Visioning and Visualization Resources for visually understanding planning
The Base Maps
Creating maps of Kona for the public workshops presented some unique challenges. Two sets of base maps were created: urbanized areas (right) and rural areas (not shown). This was necessary to deal with the vast difference in scale between the urban area, and the 800 square mile area that comprises of both North and South Kona. A base map showing developed, protected, and vacant land was created for the workshop exercise as well as supporting maps for several thematic categories: Existing Land Use, Natural Resources, General Planned Land Use, Infrastructure, and Ownership (not shown). This required significant data gathering, coordination, verification, and clean up.
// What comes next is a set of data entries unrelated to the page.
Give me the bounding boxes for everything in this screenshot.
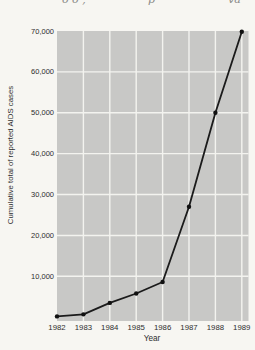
x-tick-label: 1984 xyxy=(101,323,119,332)
data-point xyxy=(240,30,244,34)
y-tick-label: 20,000 xyxy=(31,231,54,240)
plot-area xyxy=(57,31,249,321)
data-point xyxy=(55,314,59,318)
y-tick-label: 60,000 xyxy=(31,67,54,76)
y-tick-label: 40,000 xyxy=(31,149,54,158)
x-axis-title: Year xyxy=(144,334,161,343)
data-point xyxy=(213,111,217,115)
x-tick-label: 1985 xyxy=(128,323,146,332)
y-tick-label: 30,000 xyxy=(31,190,54,199)
data-point xyxy=(134,291,138,295)
data-point xyxy=(160,280,164,284)
scanned-page: o o , p va 10,00020,00030,00040,00050,00… xyxy=(0,0,255,350)
data-point xyxy=(81,312,85,316)
x-tick-label: 1983 xyxy=(75,323,92,332)
aids-cases-chart: 10,00020,00030,00040,00050,00060,00070,0… xyxy=(0,0,255,350)
data-point xyxy=(108,301,112,305)
x-tick-label: 1987 xyxy=(180,323,197,332)
x-tick-label: 1986 xyxy=(154,323,171,332)
x-tick-label: 1988 xyxy=(207,323,224,332)
data-point xyxy=(187,205,191,209)
y-tick-label: 50,000 xyxy=(31,108,54,117)
y-axis-title: Cumulative total of reported AIDS cases xyxy=(6,86,15,224)
x-tick-label: 1989 xyxy=(233,323,250,332)
y-tick-label: 70,000 xyxy=(31,27,54,36)
x-tick-label: 1982 xyxy=(48,323,65,332)
y-tick-label: 10,000 xyxy=(31,272,54,281)
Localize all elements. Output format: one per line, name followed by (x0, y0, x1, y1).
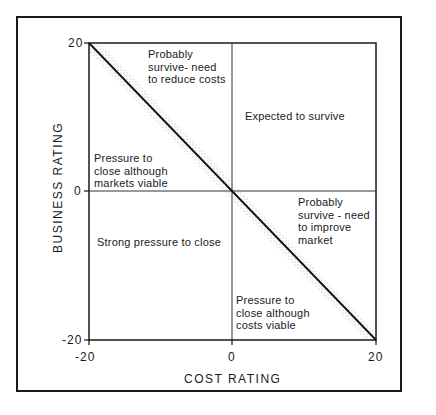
region-label-improve-market: Probablysurvive - needto improvemarket (298, 196, 370, 246)
y-tick-20: 20 (68, 36, 83, 50)
x-tick-neg20: -20 (75, 350, 95, 364)
y-tick-0: 0 (74, 184, 82, 198)
x-axis-title: COST RATING (184, 372, 281, 386)
region-label-reduce-costs: Probablysurvive- needto reduce costs (148, 48, 226, 86)
y-tick-neg20: -20 (62, 333, 82, 347)
region-label-strong-pressure: Strong pressure to close (97, 236, 221, 249)
x-tick-0: 0 (228, 350, 236, 364)
x-tick-20: 20 (368, 350, 383, 364)
y-axis-title: BUSINESS RATING (51, 133, 65, 253)
region-label-markets-viable: Pressure toclose althoughmarkets viable (94, 152, 168, 190)
region-label-expected-survive: Expected to survive (245, 110, 345, 123)
region-label-costs-viable: Pressure toclose althoughcosts viable (236, 294, 310, 332)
One particularly vexing problem with data collection was the lack of accurate current and historical land use maps, which made mapping developed areas and understanding land consumption trends difficult. Satellite imagery of land cover could not be used because it was incomplete and uneven, or simply not available for some years due to the persistent cloud cover that is typical of the higher-elevation rain forests.
To address this challenge, CommuityViz GIS decision support tools were used to create a land use model to determine whether parcels should be considered "developed" or "undeveloped". The determination was made by analyzing tax assessors' data over a ten year period, using metrics of parcel size, assessed land use, and assessed valuation of improvements. To calibrate and validate the land use model, the model run for the one year where there was complete satellite imagery of land cover, and the two layers were compared for false-positives, and false-negatives. Then the calibrated model was run for all ten years, producing a consistent "close enough is good enough" estimate of land use consumption that could be projected out for 15 years to 2020.
Click on map above for full-size image.
The map on the left (below) shows the original land use classifications based on tax assessors' records. Large areas were incorrectly classified as "mixed use" (gray) or "agricultural" (light green). The map on the right shows the corrected land use.